Friday, September 18, 2009

Sonnet, a poem by Edna St. Vincent Millay.

Post 328 - Poems on the London Underground was launched in 1986. The program was the brainchild of American writer Judith Chernaik, whose aim was to bring poetry to the wide ranging audience of passengers (more than four million journeys are made each day). Chernaik, together with poets Cicely Herbert and Gerard Benson, continue to select poets and poems for inclusion in the program. Here is one of them:

Edna St. Vincent Millay (1892 – 1950) was an American lyrical poet and playwright and the first woman to receive the Pulitzer Prize for Poetry. She graduated from Vassar College in 1917 and moved to New York City. In 1943 she was awarded the Frost Medal for her lifetime contribution to American poetry. She was the sixth recipient of that award, and the second woman to be so honored. She was well known for her unconventional, bohemian lifestyle and her many love affairs. Her best-known poem is probably "First Fig," published in 1920:

My candle burns at both ends;
It will not last the night;
But ah, my foes, and oh, my friends--
It gives a lovely light!

She believed that, “Beauty is whatever gives joy.” Here's a poem of hers that I really like:

Sonnet by Edna St. Vincent Millay

What my lips have kissed and where and why,
I have forgotten, and what arms have lain
Under my head till morning; but the rain
Is full of ghosts tonight, that tap and sigh
Upon the glass and listen for reply,
And in my heart there stirs a quiet pain
For unremembered lads that not again
Will turn to at midnight with a cry.
Thus in the winter stands the lonely tree,
Nor knows what birds have vanished one by one,
Yet knows its boughs more silent than before.
I cannot say what loves have come and gone,
I only know that summer sang in me
A little while, that in me sings no more.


Your task:
Beginning at the line that includes "Select building with a bounding box.", print each remaining line of the data word for word. Output nothing else.

- Opening Delimiter -

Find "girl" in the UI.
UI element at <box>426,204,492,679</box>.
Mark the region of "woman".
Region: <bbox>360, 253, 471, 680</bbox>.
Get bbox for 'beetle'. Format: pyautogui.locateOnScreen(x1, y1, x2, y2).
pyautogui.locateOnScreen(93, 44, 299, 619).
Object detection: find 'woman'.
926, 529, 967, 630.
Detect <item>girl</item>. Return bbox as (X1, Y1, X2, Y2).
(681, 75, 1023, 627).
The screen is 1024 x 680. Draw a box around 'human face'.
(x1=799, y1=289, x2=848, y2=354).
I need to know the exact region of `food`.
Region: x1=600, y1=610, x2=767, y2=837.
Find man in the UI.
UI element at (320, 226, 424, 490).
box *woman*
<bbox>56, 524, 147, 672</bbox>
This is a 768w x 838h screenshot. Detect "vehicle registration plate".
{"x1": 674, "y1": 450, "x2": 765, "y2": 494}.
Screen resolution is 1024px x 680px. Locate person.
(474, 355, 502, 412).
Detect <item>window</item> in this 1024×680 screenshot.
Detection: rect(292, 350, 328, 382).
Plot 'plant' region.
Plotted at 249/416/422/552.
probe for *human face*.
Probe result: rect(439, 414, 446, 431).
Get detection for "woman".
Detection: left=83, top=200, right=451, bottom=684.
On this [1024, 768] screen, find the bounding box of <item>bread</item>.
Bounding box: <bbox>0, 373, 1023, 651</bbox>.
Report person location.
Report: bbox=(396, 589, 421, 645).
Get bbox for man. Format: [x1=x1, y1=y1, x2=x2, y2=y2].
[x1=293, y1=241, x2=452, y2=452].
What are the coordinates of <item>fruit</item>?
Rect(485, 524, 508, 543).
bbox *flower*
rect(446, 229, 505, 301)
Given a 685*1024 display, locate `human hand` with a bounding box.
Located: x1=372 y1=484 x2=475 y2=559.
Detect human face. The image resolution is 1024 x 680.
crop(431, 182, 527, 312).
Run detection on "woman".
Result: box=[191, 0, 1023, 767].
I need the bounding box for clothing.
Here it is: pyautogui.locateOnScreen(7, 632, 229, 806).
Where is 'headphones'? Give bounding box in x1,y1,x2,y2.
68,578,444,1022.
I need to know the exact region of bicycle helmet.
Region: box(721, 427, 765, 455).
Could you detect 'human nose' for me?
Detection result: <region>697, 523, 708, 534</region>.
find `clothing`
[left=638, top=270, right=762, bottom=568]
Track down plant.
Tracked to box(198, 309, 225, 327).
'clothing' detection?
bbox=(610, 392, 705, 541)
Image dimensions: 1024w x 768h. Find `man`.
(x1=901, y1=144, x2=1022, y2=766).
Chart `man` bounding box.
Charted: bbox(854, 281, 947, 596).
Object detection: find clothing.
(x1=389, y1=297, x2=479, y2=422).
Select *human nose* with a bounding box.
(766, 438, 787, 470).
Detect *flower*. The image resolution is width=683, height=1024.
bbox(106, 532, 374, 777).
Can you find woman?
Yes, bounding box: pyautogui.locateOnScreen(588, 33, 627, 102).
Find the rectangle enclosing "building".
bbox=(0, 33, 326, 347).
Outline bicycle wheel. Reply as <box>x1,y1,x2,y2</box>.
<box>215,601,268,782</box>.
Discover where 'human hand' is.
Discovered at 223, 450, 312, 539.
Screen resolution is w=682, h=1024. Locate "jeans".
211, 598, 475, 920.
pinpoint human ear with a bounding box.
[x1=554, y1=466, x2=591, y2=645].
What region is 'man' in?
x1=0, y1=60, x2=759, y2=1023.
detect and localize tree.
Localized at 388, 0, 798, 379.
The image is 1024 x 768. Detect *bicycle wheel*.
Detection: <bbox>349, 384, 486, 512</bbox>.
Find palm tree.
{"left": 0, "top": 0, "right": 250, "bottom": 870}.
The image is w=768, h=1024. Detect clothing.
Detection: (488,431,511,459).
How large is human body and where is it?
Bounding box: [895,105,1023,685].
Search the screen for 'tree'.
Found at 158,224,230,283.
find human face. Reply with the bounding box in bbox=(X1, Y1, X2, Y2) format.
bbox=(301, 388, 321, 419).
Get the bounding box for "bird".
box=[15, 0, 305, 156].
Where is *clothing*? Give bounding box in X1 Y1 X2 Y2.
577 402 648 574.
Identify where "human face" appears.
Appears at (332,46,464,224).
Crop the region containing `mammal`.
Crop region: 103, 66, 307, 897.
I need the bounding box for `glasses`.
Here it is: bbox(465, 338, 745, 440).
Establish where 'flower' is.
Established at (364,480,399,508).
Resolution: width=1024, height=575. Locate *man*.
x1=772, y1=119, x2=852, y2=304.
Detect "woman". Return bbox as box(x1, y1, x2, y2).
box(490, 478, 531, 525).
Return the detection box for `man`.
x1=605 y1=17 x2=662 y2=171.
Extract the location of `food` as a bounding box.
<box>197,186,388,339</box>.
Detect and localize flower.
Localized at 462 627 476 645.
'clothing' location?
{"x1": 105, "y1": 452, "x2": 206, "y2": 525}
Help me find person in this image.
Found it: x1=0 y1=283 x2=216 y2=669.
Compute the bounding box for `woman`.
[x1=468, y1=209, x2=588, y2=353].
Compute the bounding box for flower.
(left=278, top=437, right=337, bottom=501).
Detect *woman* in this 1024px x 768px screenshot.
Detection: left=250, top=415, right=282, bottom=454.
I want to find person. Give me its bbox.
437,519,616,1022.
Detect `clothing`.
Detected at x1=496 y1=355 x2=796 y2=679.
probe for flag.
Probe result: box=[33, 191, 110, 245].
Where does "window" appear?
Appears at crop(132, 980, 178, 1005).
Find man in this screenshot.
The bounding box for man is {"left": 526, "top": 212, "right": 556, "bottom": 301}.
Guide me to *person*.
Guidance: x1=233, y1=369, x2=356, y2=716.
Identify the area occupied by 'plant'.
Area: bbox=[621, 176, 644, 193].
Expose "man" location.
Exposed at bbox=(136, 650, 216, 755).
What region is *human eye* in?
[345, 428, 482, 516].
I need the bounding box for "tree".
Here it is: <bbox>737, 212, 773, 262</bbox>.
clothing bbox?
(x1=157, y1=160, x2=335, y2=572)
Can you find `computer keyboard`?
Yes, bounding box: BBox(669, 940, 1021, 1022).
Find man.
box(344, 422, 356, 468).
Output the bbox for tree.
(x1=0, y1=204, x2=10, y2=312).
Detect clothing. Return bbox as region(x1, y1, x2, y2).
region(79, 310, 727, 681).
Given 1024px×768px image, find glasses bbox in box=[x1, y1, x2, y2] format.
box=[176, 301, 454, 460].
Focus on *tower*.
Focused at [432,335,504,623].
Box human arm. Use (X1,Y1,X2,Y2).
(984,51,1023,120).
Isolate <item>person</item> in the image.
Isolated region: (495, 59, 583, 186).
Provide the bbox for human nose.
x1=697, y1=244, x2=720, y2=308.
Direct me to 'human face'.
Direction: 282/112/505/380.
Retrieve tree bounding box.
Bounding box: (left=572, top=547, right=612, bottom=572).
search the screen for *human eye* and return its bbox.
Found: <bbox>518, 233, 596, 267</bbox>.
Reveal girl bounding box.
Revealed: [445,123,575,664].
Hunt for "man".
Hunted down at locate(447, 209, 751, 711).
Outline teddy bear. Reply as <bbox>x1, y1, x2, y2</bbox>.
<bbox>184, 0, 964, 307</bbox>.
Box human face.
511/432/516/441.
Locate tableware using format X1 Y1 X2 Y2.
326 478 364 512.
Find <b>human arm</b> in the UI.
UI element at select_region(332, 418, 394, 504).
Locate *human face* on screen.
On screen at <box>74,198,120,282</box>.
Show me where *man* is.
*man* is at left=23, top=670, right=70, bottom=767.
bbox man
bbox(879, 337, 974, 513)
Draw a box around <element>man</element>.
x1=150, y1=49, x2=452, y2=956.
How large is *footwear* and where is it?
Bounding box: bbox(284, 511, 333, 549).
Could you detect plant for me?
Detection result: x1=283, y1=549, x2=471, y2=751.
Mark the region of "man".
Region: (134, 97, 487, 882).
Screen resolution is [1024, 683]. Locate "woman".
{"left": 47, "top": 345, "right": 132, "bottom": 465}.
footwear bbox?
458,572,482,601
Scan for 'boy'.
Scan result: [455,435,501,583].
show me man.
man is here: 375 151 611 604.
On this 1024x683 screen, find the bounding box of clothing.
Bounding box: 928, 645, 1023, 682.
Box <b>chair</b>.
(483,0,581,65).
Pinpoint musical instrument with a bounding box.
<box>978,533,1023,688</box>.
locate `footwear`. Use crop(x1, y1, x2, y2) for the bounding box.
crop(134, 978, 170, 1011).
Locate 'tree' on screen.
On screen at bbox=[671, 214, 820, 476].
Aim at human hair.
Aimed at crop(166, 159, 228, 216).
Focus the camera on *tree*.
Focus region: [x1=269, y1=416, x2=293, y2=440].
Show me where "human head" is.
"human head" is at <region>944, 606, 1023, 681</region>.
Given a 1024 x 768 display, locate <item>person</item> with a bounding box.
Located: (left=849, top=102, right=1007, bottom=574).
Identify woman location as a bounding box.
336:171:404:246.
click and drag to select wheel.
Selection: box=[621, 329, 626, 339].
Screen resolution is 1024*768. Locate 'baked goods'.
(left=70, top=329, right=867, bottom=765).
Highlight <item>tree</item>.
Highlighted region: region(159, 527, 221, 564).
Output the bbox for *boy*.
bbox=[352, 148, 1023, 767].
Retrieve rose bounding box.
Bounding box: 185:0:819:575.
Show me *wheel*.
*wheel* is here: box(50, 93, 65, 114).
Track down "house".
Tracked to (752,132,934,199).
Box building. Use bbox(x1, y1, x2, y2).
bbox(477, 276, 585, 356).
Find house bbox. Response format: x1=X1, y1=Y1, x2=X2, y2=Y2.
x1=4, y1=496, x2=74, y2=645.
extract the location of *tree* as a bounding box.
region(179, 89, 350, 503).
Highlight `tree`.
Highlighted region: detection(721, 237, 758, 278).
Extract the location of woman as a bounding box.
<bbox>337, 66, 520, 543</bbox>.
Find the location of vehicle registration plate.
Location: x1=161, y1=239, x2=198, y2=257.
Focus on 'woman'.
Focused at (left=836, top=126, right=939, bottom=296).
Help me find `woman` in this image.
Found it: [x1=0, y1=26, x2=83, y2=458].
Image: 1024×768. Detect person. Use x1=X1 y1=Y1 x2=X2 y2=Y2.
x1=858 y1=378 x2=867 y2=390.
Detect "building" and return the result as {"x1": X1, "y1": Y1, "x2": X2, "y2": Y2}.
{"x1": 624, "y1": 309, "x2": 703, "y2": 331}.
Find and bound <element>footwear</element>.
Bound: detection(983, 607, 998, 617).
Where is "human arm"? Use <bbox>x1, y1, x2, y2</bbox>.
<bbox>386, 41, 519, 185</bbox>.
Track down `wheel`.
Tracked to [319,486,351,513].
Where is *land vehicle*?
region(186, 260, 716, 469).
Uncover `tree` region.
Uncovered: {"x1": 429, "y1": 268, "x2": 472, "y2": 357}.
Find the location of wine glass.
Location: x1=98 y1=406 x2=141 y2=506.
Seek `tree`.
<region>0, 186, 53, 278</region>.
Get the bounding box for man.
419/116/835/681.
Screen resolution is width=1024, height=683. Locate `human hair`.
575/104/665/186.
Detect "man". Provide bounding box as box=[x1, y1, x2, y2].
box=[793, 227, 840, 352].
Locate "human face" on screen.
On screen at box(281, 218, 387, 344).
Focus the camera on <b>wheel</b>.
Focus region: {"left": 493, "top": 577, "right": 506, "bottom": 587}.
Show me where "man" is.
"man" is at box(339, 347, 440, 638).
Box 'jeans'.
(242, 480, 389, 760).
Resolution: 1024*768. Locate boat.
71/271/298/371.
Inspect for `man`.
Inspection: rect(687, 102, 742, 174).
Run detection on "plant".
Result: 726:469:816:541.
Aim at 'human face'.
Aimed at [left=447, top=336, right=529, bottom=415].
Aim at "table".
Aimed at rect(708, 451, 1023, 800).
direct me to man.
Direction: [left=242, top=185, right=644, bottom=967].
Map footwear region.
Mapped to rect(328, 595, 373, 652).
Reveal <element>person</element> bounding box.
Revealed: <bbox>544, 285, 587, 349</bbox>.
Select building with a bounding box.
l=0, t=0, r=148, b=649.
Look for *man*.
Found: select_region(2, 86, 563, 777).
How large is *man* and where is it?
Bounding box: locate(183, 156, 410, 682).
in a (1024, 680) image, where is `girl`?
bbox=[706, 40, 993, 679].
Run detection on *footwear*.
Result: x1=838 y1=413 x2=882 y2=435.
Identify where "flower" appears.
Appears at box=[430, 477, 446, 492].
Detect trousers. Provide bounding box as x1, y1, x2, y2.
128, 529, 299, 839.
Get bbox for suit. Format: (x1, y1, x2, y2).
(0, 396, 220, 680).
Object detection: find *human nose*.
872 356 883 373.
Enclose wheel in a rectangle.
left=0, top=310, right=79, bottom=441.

- Closing Delimiter -

Result:
Select building with a bounding box.
l=0, t=0, r=148, b=649.
Look for *man*.
Found: select_region(2, 86, 563, 777).
How large is *man* and where is it?
Bounding box: locate(183, 156, 410, 682).
in a (1024, 680) image, where is `girl`?
bbox=[706, 40, 993, 679].
Run detection on *footwear*.
Result: x1=838 y1=413 x2=882 y2=435.
Identify where "flower" appears.
Appears at box=[430, 477, 446, 492].
Detect trousers. Provide bounding box as x1, y1, x2, y2.
128, 529, 299, 839.
Get bbox for suit. Format: (x1, y1, x2, y2).
(0, 396, 220, 680).
Object detection: find *human nose*.
872 356 883 373.
Enclose wheel in a rectangle.
left=0, top=310, right=79, bottom=441.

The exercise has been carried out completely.